Rollicking Rossini in Santa Fe

Santa Fe Opera welcomed home a winningly animated production of L’Italiana in Algeri this season that utterly delighted a vociferously responsive audience.

Rock solid Strauss SalomÈ- Salzburg

Richard Strauss SalomÈ from the Salzburg Festival, conducted by Franz Welser-Mˆst, a powerful interpretation of an opera which defies easy answers, performed and produced with such distinction thast it suceeds on every level. The words “Te saxa Loquuntur” (The stones are speaking to you) are projected onto the stage. Salzburg regulars will recognize this as a reference to the rock foundations on which part of the city is built, and the traditions of excellence the Festival represents. In this opera, the characters talk at cross-purposes, hearing without understanding. The phrase suggests that what might not be explicitly spoken might have much to reveal.

Prom 26: Dido and Cleopatra – Queens of Fascination

In this, her Proms debut, Anna Prohaska offered something akin to a cantata of two queens, complementary and contrasted: Dido and Cleopatra.

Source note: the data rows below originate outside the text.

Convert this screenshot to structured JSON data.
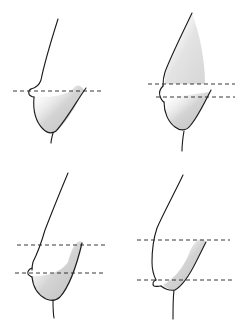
{
  "figure": {
    "type": "anatomical-line-illustration",
    "panel_count": 4,
    "layout": "2x2 grid",
    "colors": {
      "line": "#1a1a1a",
      "shading": "#9a9a9a",
      "background": "#ffffff"
    },
    "panels": [
      {
        "position": "top-left",
        "reference_lines": 1,
        "description": "side-profile contour, single dashed line at nipple level"
      },
      {
        "position": "top-right",
        "reference_lines": 2,
        "description": "side-profile contour, two dashed lines, nipple between/at lower line"
      },
      {
        "position": "bottom-left",
        "reference_lines": 2,
        "description": "side-profile contour, two dashed lines, nipple at lower line"
      },
      {
        "position": "bottom-right",
        "reference_lines": 2,
        "description": "side-profile contour, two widely spaced dashed lines, nipple below lower line"
      }
    ]
  }
}
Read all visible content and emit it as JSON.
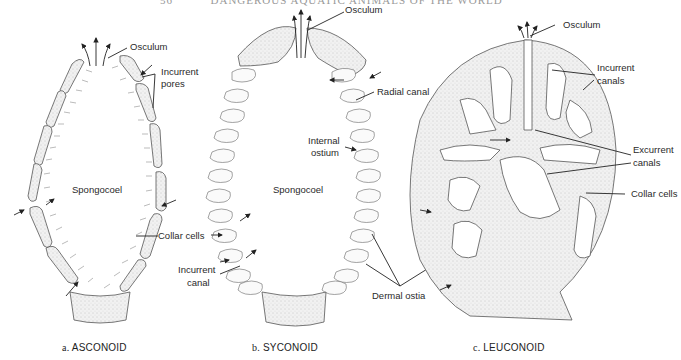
{
  "header": {
    "page_number": "56",
    "running_title": "DANGEROUS AQUATIC ANIMALS OF THE WORLD"
  },
  "panels": [
    {
      "id": "a",
      "caption_prefix": "a.",
      "caption": "ASCONOID",
      "labels": {
        "osculum": "Osculum",
        "incurrent_pores": [
          "Incurrent",
          "pores"
        ],
        "spongocoel": "Spongocoel",
        "collar_cells": "Collar cells"
      }
    },
    {
      "id": "b",
      "caption_prefix": "b.",
      "caption": "SYCONOID",
      "labels": {
        "osculum": "Osculum",
        "radial_canal": "Radial canal",
        "internal_ostium": [
          "Internal",
          "ostium"
        ],
        "spongocoel": "Spongocoel",
        "incurrent_canal": [
          "Incurrent",
          "canal"
        ],
        "dermal_ostia": "Dermal ostia"
      }
    },
    {
      "id": "c",
      "caption_prefix": "c.",
      "caption": "LEUCONOID",
      "labels": {
        "osculum": "Osculum",
        "incurrent_canals": [
          "Incurrent",
          "canals"
        ],
        "excurrent_canals": [
          "Excurrent",
          "canals"
        ],
        "collar_cells": "Collar cells"
      }
    }
  ],
  "colors": {
    "fill": "#ececec",
    "stroke": "#555555",
    "line": "#222222"
  }
}
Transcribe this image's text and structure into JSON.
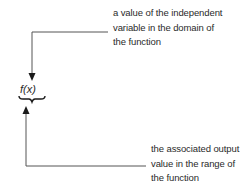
{
  "diagram": {
    "notation": "f(x)",
    "input_annotation": {
      "lines": [
        "a value of the independent",
        "variable in the domain of",
        "the function"
      ]
    },
    "output_annotation": {
      "lines": [
        "the associated output",
        "value in the range of",
        "the function"
      ]
    },
    "colors": {
      "line": "#555555",
      "text": "#2a2a2a",
      "background": "#ffffff"
    }
  }
}
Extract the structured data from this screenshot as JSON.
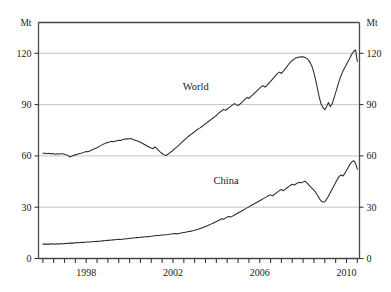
{
  "chart_data": {
    "type": "line",
    "title": "",
    "xlabel": "",
    "ylabel": "Mt",
    "unit_label_left": "Mt",
    "unit_label_right": "Mt",
    "grid": true,
    "legend": "inline-labels",
    "xlim": [
      1995.8,
      2010.6
    ],
    "ylim": [
      0,
      138
    ],
    "yticks": [
      0,
      30,
      60,
      90,
      120
    ],
    "ytick_labels": [
      "0",
      "30",
      "60",
      "90",
      "120"
    ],
    "xticks": [
      1996,
      1996.5,
      1997,
      1997.5,
      1998,
      1998.5,
      1999,
      1999.5,
      2000,
      2000.5,
      2001,
      2001.5,
      2002,
      2002.5,
      2003,
      2003.5,
      2004,
      2004.5,
      2005,
      2005.5,
      2006,
      2006.5,
      2007,
      2007.5,
      2008,
      2008.5,
      2009,
      2009.5,
      2010,
      2010.5
    ],
    "xtick_labels_shown": [
      "1998",
      "2002",
      "2006",
      "2010"
    ],
    "xtick_label_positions": [
      1998,
      2002,
      2006,
      2010
    ],
    "series": [
      {
        "name": "World",
        "label": "World",
        "label_x": 2003.05,
        "label_y": 98.5,
        "color": "#2b2b2b",
        "x": [
          1996.0,
          1996.083,
          1996.167,
          1996.25,
          1996.333,
          1996.417,
          1996.5,
          1996.583,
          1996.667,
          1996.75,
          1996.833,
          1996.917,
          1997.0,
          1997.083,
          1997.167,
          1997.25,
          1997.333,
          1997.417,
          1997.5,
          1997.583,
          1997.667,
          1997.75,
          1997.833,
          1997.917,
          1998.0,
          1998.083,
          1998.167,
          1998.25,
          1998.333,
          1998.417,
          1998.5,
          1998.583,
          1998.667,
          1998.75,
          1998.833,
          1998.917,
          1999.0,
          1999.083,
          1999.167,
          1999.25,
          1999.333,
          1999.417,
          1999.5,
          1999.583,
          1999.667,
          1999.75,
          1999.833,
          1999.917,
          2000.0,
          2000.083,
          2000.167,
          2000.25,
          2000.333,
          2000.417,
          2000.5,
          2000.583,
          2000.667,
          2000.75,
          2000.833,
          2000.917,
          2001.0,
          2001.083,
          2001.167,
          2001.25,
          2001.333,
          2001.417,
          2001.5,
          2001.583,
          2001.667,
          2001.75,
          2001.833,
          2001.917,
          2002.0,
          2002.083,
          2002.167,
          2002.25,
          2002.333,
          2002.417,
          2002.5,
          2002.583,
          2002.667,
          2002.75,
          2002.833,
          2002.917,
          2003.0,
          2003.083,
          2003.167,
          2003.25,
          2003.333,
          2003.417,
          2003.5,
          2003.583,
          2003.667,
          2003.75,
          2003.833,
          2003.917,
          2004.0,
          2004.083,
          2004.167,
          2004.25,
          2004.333,
          2004.417,
          2004.5,
          2004.583,
          2004.667,
          2004.75,
          2004.833,
          2004.917,
          2005.0,
          2005.083,
          2005.167,
          2005.25,
          2005.333,
          2005.417,
          2005.5,
          2005.583,
          2005.667,
          2005.75,
          2005.833,
          2005.917,
          2006.0,
          2006.083,
          2006.167,
          2006.25,
          2006.333,
          2006.417,
          2006.5,
          2006.583,
          2006.667,
          2006.75,
          2006.833,
          2006.917,
          2007.0,
          2007.083,
          2007.167,
          2007.25,
          2007.333,
          2007.417,
          2007.5,
          2007.583,
          2007.667,
          2007.75,
          2007.833,
          2007.917,
          2008.0,
          2008.083,
          2008.167,
          2008.25,
          2008.333,
          2008.417,
          2008.5,
          2008.583,
          2008.667,
          2008.75,
          2008.833,
          2008.917,
          2009.0,
          2009.083,
          2009.167,
          2009.25,
          2009.333,
          2009.417,
          2009.5,
          2009.583,
          2009.667,
          2009.75,
          2009.833,
          2009.917,
          2010.0,
          2010.083,
          2010.167,
          2010.25,
          2010.333,
          2010.417,
          2010.5
        ],
        "values": [
          61.5,
          61.6,
          61.3,
          61.5,
          61.2,
          61.4,
          61.3,
          61.0,
          61.2,
          61.1,
          61.3,
          61.2,
          61.0,
          60.6,
          60.2,
          59.4,
          59.8,
          60.3,
          60.6,
          60.9,
          61.3,
          61.5,
          61.8,
          62.2,
          62.6,
          62.4,
          62.9,
          63.4,
          63.9,
          64.3,
          64.8,
          65.4,
          66.0,
          66.6,
          67.1,
          67.6,
          67.9,
          68.1,
          68.5,
          68.3,
          68.6,
          68.9,
          69.2,
          69.0,
          69.4,
          69.7,
          70.0,
          69.8,
          70.2,
          70.0,
          69.6,
          69.2,
          68.8,
          68.4,
          68.0,
          67.4,
          66.8,
          66.2,
          65.6,
          65.1,
          64.6,
          64.2,
          65.2,
          64.4,
          63.2,
          62.2,
          61.4,
          60.6,
          60.2,
          60.8,
          61.6,
          62.4,
          63.3,
          64.2,
          65.1,
          66.0,
          67.0,
          68.0,
          69.0,
          70.0,
          71.0,
          71.8,
          72.6,
          73.4,
          74.2,
          75.0,
          75.8,
          76.4,
          77.2,
          78.0,
          78.8,
          79.6,
          80.4,
          81.2,
          82.0,
          82.8,
          83.6,
          84.8,
          85.6,
          86.4,
          87.2,
          86.6,
          87.4,
          88.2,
          89.0,
          89.8,
          90.6,
          90.0,
          89.4,
          90.2,
          91.2,
          92.2,
          93.2,
          94.2,
          93.6,
          94.6,
          95.6,
          96.6,
          97.6,
          98.6,
          99.6,
          100.6,
          101.0,
          100.2,
          101.2,
          102.4,
          103.6,
          104.8,
          106.0,
          107.2,
          108.4,
          109.0,
          108.2,
          109.4,
          110.8,
          112.2,
          113.6,
          114.8,
          115.8,
          116.6,
          117.2,
          117.6,
          117.8,
          117.9,
          118.0,
          117.6,
          117.0,
          116.0,
          114.4,
          112.0,
          108.6,
          104.2,
          99.0,
          94.0,
          90.2,
          88.2,
          87.0,
          88.8,
          91.2,
          88.8,
          90.2,
          93.5,
          97.0,
          100.5,
          104.0,
          107.0,
          109.5,
          111.5,
          113.5,
          115.5,
          117.5,
          119.6,
          121.2,
          122.0,
          115.2
        ]
      },
      {
        "name": "China",
        "label": "China",
        "label_x": 2004.45,
        "label_y": 43.5,
        "color": "#2b2b2b",
        "x": [
          1996.0,
          1996.083,
          1996.167,
          1996.25,
          1996.333,
          1996.417,
          1996.5,
          1996.583,
          1996.667,
          1996.75,
          1996.833,
          1996.917,
          1997.0,
          1997.083,
          1997.167,
          1997.25,
          1997.333,
          1997.417,
          1997.5,
          1997.583,
          1997.667,
          1997.75,
          1997.833,
          1997.917,
          1998.0,
          1998.083,
          1998.167,
          1998.25,
          1998.333,
          1998.417,
          1998.5,
          1998.583,
          1998.667,
          1998.75,
          1998.833,
          1998.917,
          1999.0,
          1999.083,
          1999.167,
          1999.25,
          1999.333,
          1999.417,
          1999.5,
          1999.583,
          1999.667,
          1999.75,
          1999.833,
          1999.917,
          2000.0,
          2000.083,
          2000.167,
          2000.25,
          2000.333,
          2000.417,
          2000.5,
          2000.583,
          2000.667,
          2000.75,
          2000.833,
          2000.917,
          2001.0,
          2001.083,
          2001.167,
          2001.25,
          2001.333,
          2001.417,
          2001.5,
          2001.583,
          2001.667,
          2001.75,
          2001.833,
          2001.917,
          2002.0,
          2002.083,
          2002.167,
          2002.25,
          2002.333,
          2002.417,
          2002.5,
          2002.583,
          2002.667,
          2002.75,
          2002.833,
          2002.917,
          2003.0,
          2003.083,
          2003.167,
          2003.25,
          2003.333,
          2003.417,
          2003.5,
          2003.583,
          2003.667,
          2003.75,
          2003.833,
          2003.917,
          2004.0,
          2004.083,
          2004.167,
          2004.25,
          2004.333,
          2004.417,
          2004.5,
          2004.583,
          2004.667,
          2004.75,
          2004.833,
          2004.917,
          2005.0,
          2005.083,
          2005.167,
          2005.25,
          2005.333,
          2005.417,
          2005.5,
          2005.583,
          2005.667,
          2005.75,
          2005.833,
          2005.917,
          2006.0,
          2006.083,
          2006.167,
          2006.25,
          2006.333,
          2006.417,
          2006.5,
          2006.583,
          2006.667,
          2006.75,
          2006.833,
          2006.917,
          2007.0,
          2007.083,
          2007.167,
          2007.25,
          2007.333,
          2007.417,
          2007.5,
          2007.583,
          2007.667,
          2007.75,
          2007.833,
          2007.917,
          2008.0,
          2008.083,
          2008.167,
          2008.25,
          2008.333,
          2008.417,
          2008.5,
          2008.583,
          2008.667,
          2008.75,
          2008.833,
          2008.917,
          2009.0,
          2009.083,
          2009.167,
          2009.25,
          2009.333,
          2009.417,
          2009.5,
          2009.583,
          2009.667,
          2009.75,
          2009.833,
          2009.917,
          2010.0,
          2010.083,
          2010.167,
          2010.25,
          2010.333,
          2010.417,
          2010.5
        ],
        "values": [
          8.4,
          8.5,
          8.4,
          8.5,
          8.4,
          8.6,
          8.5,
          8.4,
          8.6,
          8.5,
          8.7,
          8.6,
          8.7,
          8.9,
          8.8,
          9.0,
          9.1,
          9.0,
          9.2,
          9.3,
          9.2,
          9.4,
          9.5,
          9.4,
          9.6,
          9.7,
          9.6,
          9.8,
          9.9,
          10.0,
          10.1,
          10.0,
          10.2,
          10.3,
          10.4,
          10.5,
          10.6,
          10.7,
          10.8,
          10.9,
          11.0,
          11.1,
          11.2,
          11.1,
          11.3,
          11.4,
          11.5,
          11.6,
          11.8,
          11.9,
          12.0,
          12.1,
          12.2,
          12.3,
          12.4,
          12.5,
          12.6,
          12.7,
          12.8,
          12.9,
          13.0,
          13.2,
          13.3,
          13.4,
          13.5,
          13.6,
          13.7,
          13.8,
          13.9,
          14.0,
          14.2,
          14.3,
          14.5,
          14.6,
          14.4,
          14.6,
          14.8,
          15.0,
          15.2,
          15.4,
          15.6,
          15.8,
          16.0,
          16.2,
          16.5,
          16.8,
          17.1,
          17.5,
          17.9,
          18.3,
          18.7,
          19.1,
          19.6,
          20.1,
          20.6,
          21.1,
          21.6,
          22.1,
          22.7,
          23.3,
          23.0,
          23.6,
          24.2,
          24.6,
          24.2,
          24.8,
          25.4,
          26.0,
          26.6,
          27.2,
          27.8,
          28.4,
          29.0,
          29.6,
          30.2,
          30.8,
          31.4,
          32.0,
          32.6,
          33.2,
          33.8,
          34.4,
          35.0,
          35.6,
          36.2,
          36.8,
          37.2,
          36.6,
          37.4,
          38.2,
          39.0,
          39.8,
          40.4,
          39.6,
          40.4,
          41.2,
          42.0,
          42.8,
          43.4,
          43.0,
          43.6,
          44.2,
          44.6,
          44.2,
          44.8,
          45.2,
          44.4,
          43.2,
          42.0,
          41.0,
          40.0,
          38.6,
          36.8,
          35.0,
          33.6,
          33.0,
          33.2,
          34.6,
          36.4,
          38.4,
          40.4,
          42.4,
          44.4,
          46.4,
          48.0,
          48.8,
          48.2,
          49.6,
          51.4,
          53.4,
          55.2,
          56.6,
          57.2,
          55.8,
          52.2
        ]
      }
    ]
  }
}
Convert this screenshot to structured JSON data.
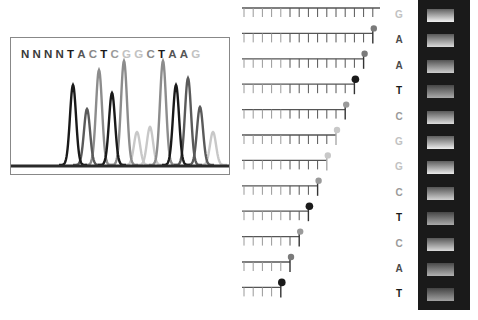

Returning in a sense to her ‘early music’ roots – her career has always been far richer, more varied, but that world has always played an important part – she collaborated with the Italian ‘period’ ensemble, Il Giardino Armonico and Giovanni Antonini.

Parsifal: Munich Opera Festival

And so, this year’s Munich Opera Festival and this year’s Bavarian State Opera season came to a close with everyone’s favourite B¸hnenweihfestspiel, Parsifal, in the final outing this time around for Pierre Audi’s new production.

Santa Fe: Atomic Doesn’t Quite Ignite

What more could we want than having Peter Sellars re-imagine his acclaimed staging of John Adams’ Doctor Atomic at the renowned Santa Fe Opera festival?

Santa Fe: Continuing a Proud Strauss Tradition

Santa Fe Opera has an enduring reputation for its Strauss, and this season’s enjoyable Ariadne auf Naxos surely made John Crosby smile proudly.

From the House of the Dead: Munich Opera Festival

Frank Castorf might have been born to direct From the House of the Dead. In this, his third opera project – or better, his third opera project in the opera house, for his Volksb¸hne Meistersinger must surely be reckoned with, even by those of us who did not see it – many of his hallmarks and those of his team are present, yet without the slightest hint of staleness, of anything other than being reborn for and in the work.

Haydn’s Orlando Paladino in Munich

Should you not like eighteenth-century opera very much, if at all, and should you have no or little interest in Haydn either, this may have been the production for you. The fundamental premise of Axel Ranisch’s staging of Orlando Paladino seems to have been that this was a work of little fundamental merit, or at least a work in a genre of little such merit, and that it needed the help of a modern medium – perhaps, it might even be claimed, an equivalent medium – to speak to a contemporary audience.

Donizetti’s ‘Regiment’ Ride the Highway: Opera della Luna at Wilton’s Music Hall

‘The score … is precisely one of those works that neither the composer nor the public takes seriously. The harmony, melody, rhythmic effects, instrumental and vocal combinations; it’s music, if you wish, but not new music. The orchestra consumes itself in useless noises…’

Bernstein Bemuses in New Mexico

Santa Fe Opera’s Candide is a nearly indefatigable romp that is currently parading on the Crosby Theatre stage, chockfull of inventive ideas.